NavList:
A Community Devoted to the Preservation and Practice of Celestial Navigation and Other Methods of Traditional Wayfinding
From: Greg Rudzinski
Date: 2015 Sep 9, 08:53 -0700
Bob,
There are only a couple ways to pick up that suspected sudden 2 second time jump. By short wave time ticks or by comparing to a rated quartz watch. I have a Citizen quartz watch which losses less than a second per month that is capable of picking up a sudden 2 second discrepancy. There is no way that sextant CN observations could show a 2 second time shift vs. GPS. Index error uncertainty alone would mask such a small change. Then there are many other uncertainties: Height of eye, sextant perpendicularity to horizon, horizon quality, temperature & pressure deviations from mean, sextant temperature, shade combinations, back lash of micrometer drum, to name a few. If the sextant observations were made from a sailboat cockpit then intercepts of +/- 3' would be considered good which translates to +/- 12 seconds of time on a prime vertical observation. It would take a time shift of at least 20 seconds to get noticed I would think.
Greg Rudzinski
From: Bob Goethe
Date: 2015 Sep 8, 20:48 -0700I had an odd experience last summer. I was on a boat for 19 days, doing celestial for many of them. I had rated my Casio Wave-Ceptor watch before leaving home, and so knew what its typical rate of gain/loss was when out of range of the NIST transmissions.
Both I and the boat's captain (who also was doing some sextant work) felt like we noticed two occasions when the GPS clock jumped ahead by a couple of seconds on a given day, and then fell back to what we expected the following day.
I was not listening to WWV on the shortwave, so I never got a golden-standard for my time observations. All I had was a vague sense that the time on the GPS receiver was maybe not reliable. Has anybody else noted something like this...or did I simply make a couple of spurious observations?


WHAT YOU HAVE TO DO
Find each line below containing the word "Payment" and copy it.

[Interface dataset entries]
• • •
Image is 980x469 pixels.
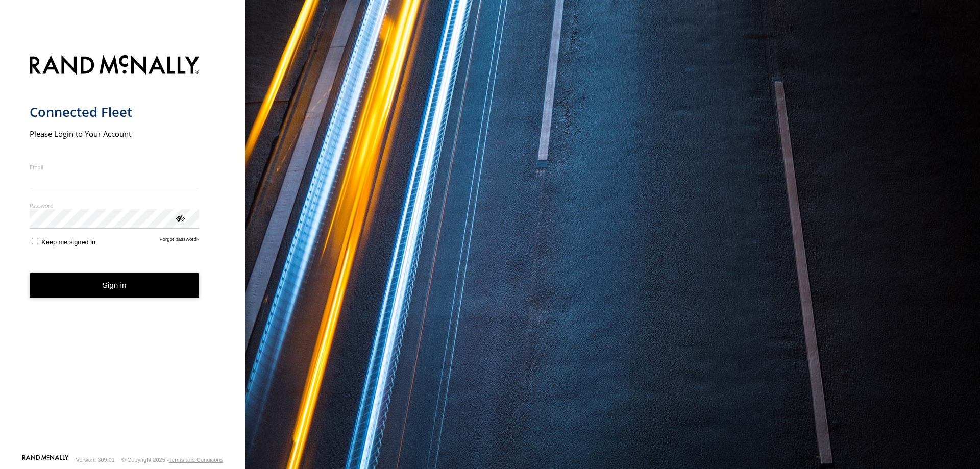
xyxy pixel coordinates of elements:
[175,213,185,223] div: ViewPassword
[121,457,223,463] div: © Copyright 2025 -
[22,455,69,465] a: Visit our Website
[30,202,199,210] label: Password
[41,238,95,246] span: Keep me signed in
[30,273,199,298] button: Sign in
[30,49,216,454] form: main
[32,238,38,244] input: Keep me signed in
[30,129,199,139] h2: Please Login to Your Account
[76,457,115,463] div: Version: 309.01
[169,457,223,463] a: Terms and Conditions
[160,236,199,246] a: Forgot password?
[30,53,199,79] img: Rand McNally
[30,103,199,121] h1: Connected Fleet
[30,163,199,171] label: Email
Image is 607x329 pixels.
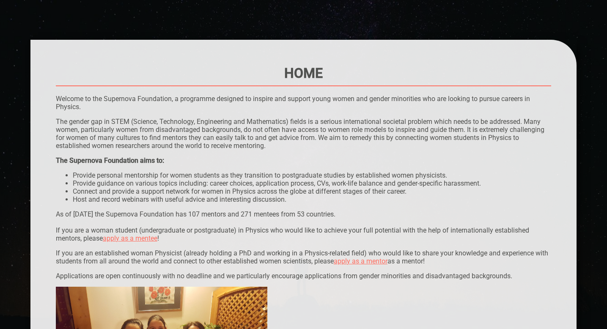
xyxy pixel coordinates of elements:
[334,257,387,265] a: apply as a mentor
[73,179,551,187] li: Provide guidance on various topics including: career choices, application process, CVs, work-life...
[56,272,551,280] p: Applications are open continuously with no deadline and we particularly encourage applications fr...
[73,187,551,195] li: Connect and provide a support network for women in Physics across the globe at different stages o...
[73,195,551,203] li: Host and record webinars with useful advice and interesting discussion.
[56,249,551,265] p: If you are an established woman Physicist (already holding a PhD and working in a Physics-related...
[56,95,551,111] p: Welcome to the Supernova Foundation, a programme designed to inspire and support young women and ...
[103,234,157,242] a: apply as a mentee
[56,210,551,242] p: As of [DATE] the Supernova Foundation has 107 mentors and 271 mentees from 53 countries. If you a...
[56,65,551,81] h1: Home
[56,156,551,164] div: The Supernova Foundation aims to:
[73,171,551,179] li: Provide personal mentorship for women students as they transition to postgraduate studies by esta...
[56,118,551,150] p: The gender gap in STEM (Science, Technology, Engineering and Mathematics) fields is a serious int...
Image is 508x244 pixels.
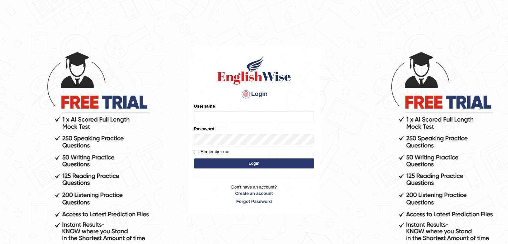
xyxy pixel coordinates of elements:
a: Forgot Password [194,198,314,204]
label: Password [194,126,214,132]
a: Create an account [194,190,314,196]
img: Logo of English Wise sign in for intelligent practice with AI [216,55,292,85]
input: Remember me [194,150,198,154]
p: Don't have an account? [194,184,314,204]
button: Login [194,158,314,168]
label: Remember me [194,148,229,155]
label: Username [194,103,215,109]
h4: Login [194,89,314,100]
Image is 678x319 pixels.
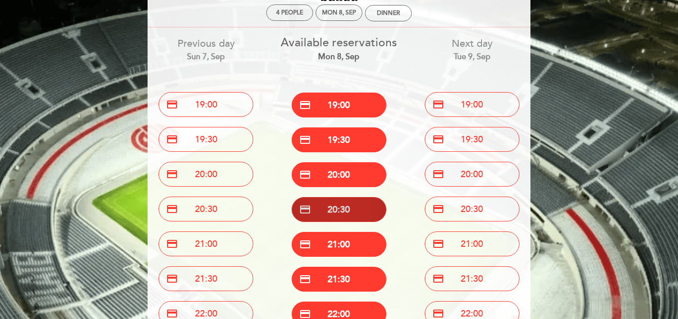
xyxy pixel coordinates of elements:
button: credit_card 21:30 [424,267,519,291]
span: credit_card [432,168,444,180]
button: credit_card 19:00 [158,92,253,117]
span: credit_card [432,203,444,215]
div: Available reservations [280,35,398,63]
button: credit_card 21:30 [158,267,253,291]
button: credit_card 19:30 [291,128,386,152]
button: credit_card 19:00 [424,92,519,117]
button: credit_card 21:00 [424,232,519,257]
div: Tue 9, Sep [413,51,531,63]
span: credit_card [432,273,444,285]
span: credit_card [432,99,444,111]
span: credit_card [166,99,178,111]
span: credit_card [166,273,178,285]
button: credit_card 19:00 [291,93,386,118]
span: credit_card [166,203,178,215]
span: credit_card [432,134,444,145]
div: Previous day [147,37,265,62]
button: credit_card 20:30 [158,197,253,222]
button: credit_card 20:00 [291,162,386,187]
span: credit_card [166,238,178,250]
span: credit_card [166,168,178,180]
div: Sun 7, Sep [147,51,265,63]
button: credit_card 21:30 [291,267,386,292]
button: credit_card 21:00 [158,232,253,257]
span: credit_card [299,169,311,181]
button: credit_card 20:00 [158,162,253,187]
button: credit_card 19:30 [158,127,253,152]
span: 4 people [276,9,303,16]
span: credit_card [299,239,311,251]
div: Dinner [377,9,400,17]
span: credit_card [299,99,311,111]
button: credit_card 21:00 [291,232,386,257]
div: Mon 8, Sep [280,51,398,63]
span: credit_card [299,204,311,216]
button: credit_card 20:00 [424,162,519,187]
button: credit_card 20:30 [424,197,519,222]
button: credit_card 20:30 [291,197,386,222]
span: credit_card [432,238,444,250]
div: Mon 8, Sep [322,9,356,16]
span: credit_card [299,274,311,285]
div: Next day [413,37,531,62]
span: credit_card [299,134,311,146]
span: credit_card [166,134,178,145]
button: credit_card 19:30 [424,127,519,152]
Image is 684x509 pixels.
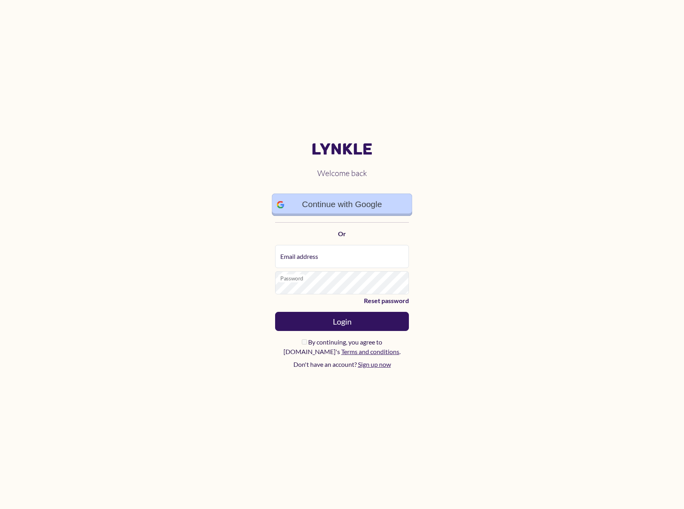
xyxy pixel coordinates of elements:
strong: Or [338,230,346,237]
a: Sign up now [358,360,391,368]
a: Lynkle [275,140,409,159]
p: Don't have an account? [275,359,409,369]
input: By continuing, you agree to [DOMAIN_NAME]'s Terms and conditions. [302,339,307,344]
a: Terms and conditions [341,347,399,355]
a: Reset password [275,296,409,305]
h2: Welcome back [275,162,409,184]
label: By continuing, you agree to [DOMAIN_NAME]'s . [275,337,409,356]
button: Login [275,312,409,331]
a: Continue with Google [272,193,412,216]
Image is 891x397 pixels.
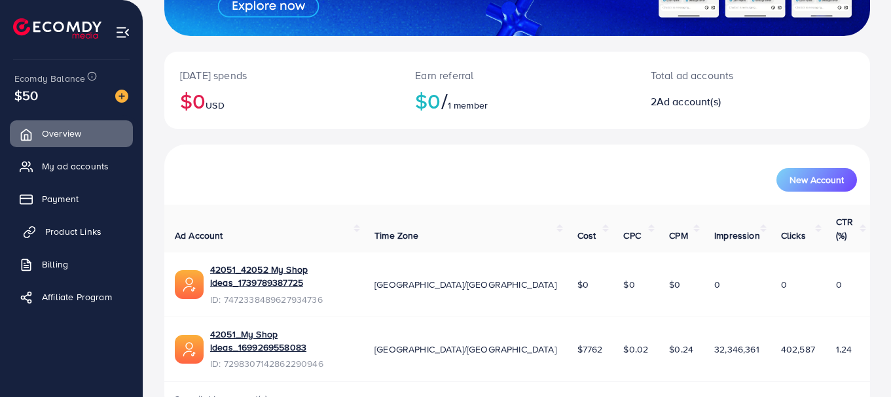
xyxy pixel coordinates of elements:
a: Overview [10,120,133,147]
span: USD [206,99,224,112]
a: 42051_My Shop Ideas_1699269558083 [210,328,354,355]
span: 402,587 [781,343,815,356]
span: My ad accounts [42,160,109,173]
p: Earn referral [415,67,619,83]
span: New Account [790,175,844,185]
span: 0 [836,278,842,291]
a: Payment [10,186,133,212]
a: Billing [10,251,133,278]
img: ic-ads-acc.e4c84228.svg [175,270,204,299]
span: $7762 [577,343,603,356]
span: $50 [14,86,38,105]
h2: $0 [180,88,384,113]
span: Impression [714,229,760,242]
span: $0 [669,278,680,291]
a: 42051_42052 My Shop Ideas_1739789387725 [210,263,354,290]
img: menu [115,25,130,40]
span: Ad account(s) [657,94,721,109]
iframe: Chat [835,338,881,388]
span: ID: 7298307142862290946 [210,357,354,371]
span: Product Links [45,225,101,238]
a: Product Links [10,219,133,245]
span: Overview [42,127,81,140]
span: Affiliate Program [42,291,112,304]
span: $0 [577,278,589,291]
span: Clicks [781,229,806,242]
span: 1 member [448,99,488,112]
span: [GEOGRAPHIC_DATA]/[GEOGRAPHIC_DATA] [374,278,556,291]
span: CPC [623,229,640,242]
h2: $0 [415,88,619,113]
span: 0 [781,278,787,291]
span: $0.02 [623,343,648,356]
span: $0 [623,278,634,291]
span: $0.24 [669,343,693,356]
h2: 2 [651,96,796,108]
span: Ecomdy Balance [14,72,85,85]
span: CPM [669,229,687,242]
p: [DATE] spends [180,67,384,83]
span: / [441,86,448,116]
span: Time Zone [374,229,418,242]
img: image [115,90,128,103]
span: 0 [714,278,720,291]
img: ic-ads-acc.e4c84228.svg [175,335,204,364]
span: ID: 7472338489627934736 [210,293,354,306]
button: New Account [776,168,857,192]
span: CTR (%) [836,215,853,242]
span: Billing [42,258,68,271]
p: Total ad accounts [651,67,796,83]
img: logo [13,18,101,39]
span: Payment [42,192,79,206]
a: My ad accounts [10,153,133,179]
a: Affiliate Program [10,284,133,310]
span: Cost [577,229,596,242]
span: [GEOGRAPHIC_DATA]/[GEOGRAPHIC_DATA] [374,343,556,356]
span: Ad Account [175,229,223,242]
span: 32,346,361 [714,343,759,356]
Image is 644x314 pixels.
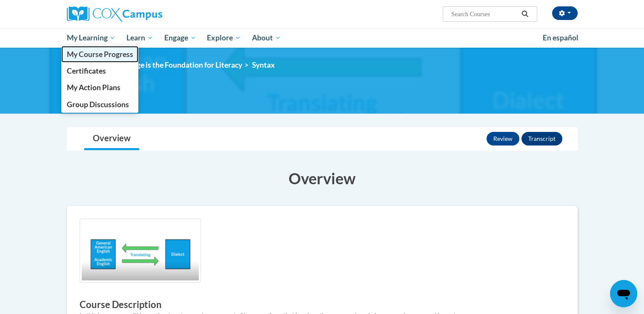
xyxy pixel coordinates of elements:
button: Review [486,132,519,146]
a: Explore [201,28,246,48]
a: En español [537,29,584,46]
a: Certificates [61,63,139,79]
span: Learn [126,33,153,43]
span: En español [542,33,578,42]
span: Syntax [252,61,275,69]
span: Engage [165,33,196,43]
span: Certificates [66,66,105,75]
span: About [252,33,281,43]
span: Explore [207,33,241,43]
a: Learn [121,28,158,48]
button: Search [518,9,531,19]
a: Group Discussions [61,96,139,113]
h3: Overview [67,168,577,189]
a: Oral Language is the Foundation for Literacy [96,61,242,69]
a: About [246,28,287,48]
a: My Action Plans [61,79,139,96]
span: My Action Plans [66,83,120,92]
a: My Course Progress [61,46,139,63]
div: Main menu [54,28,590,48]
span: My Course Progress [66,50,133,59]
a: My Learning [61,28,121,48]
h3: Course Description [80,298,564,311]
iframe: Button to launch messaging window [610,280,637,307]
span: Group Discussions [66,100,129,109]
button: Transcript [521,132,562,146]
a: Overview [84,127,139,150]
button: Account Settings [552,6,577,20]
img: Course logo image [80,218,201,282]
span: My Learning [66,33,115,43]
a: Cox Campus [67,6,229,22]
img: Cox Campus [67,6,162,22]
a: Engage [158,28,202,48]
input: Search Courses [450,9,518,19]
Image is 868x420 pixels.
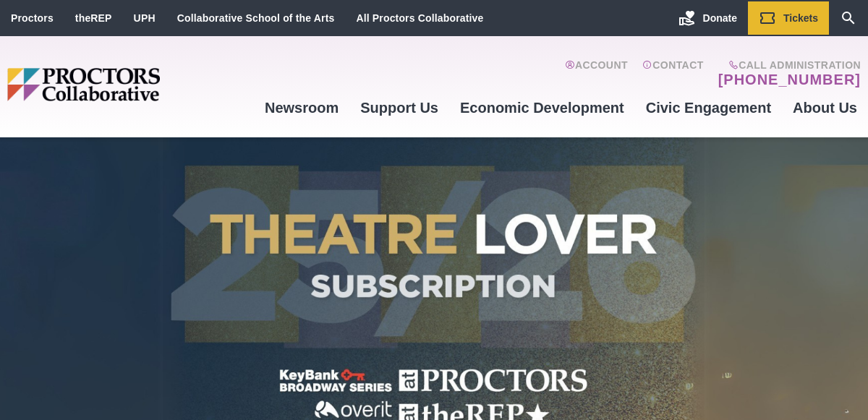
• • •
EXERCISE RESPONSE
a: Payment [10,186,133,212]
span: Payment [42,192,79,206]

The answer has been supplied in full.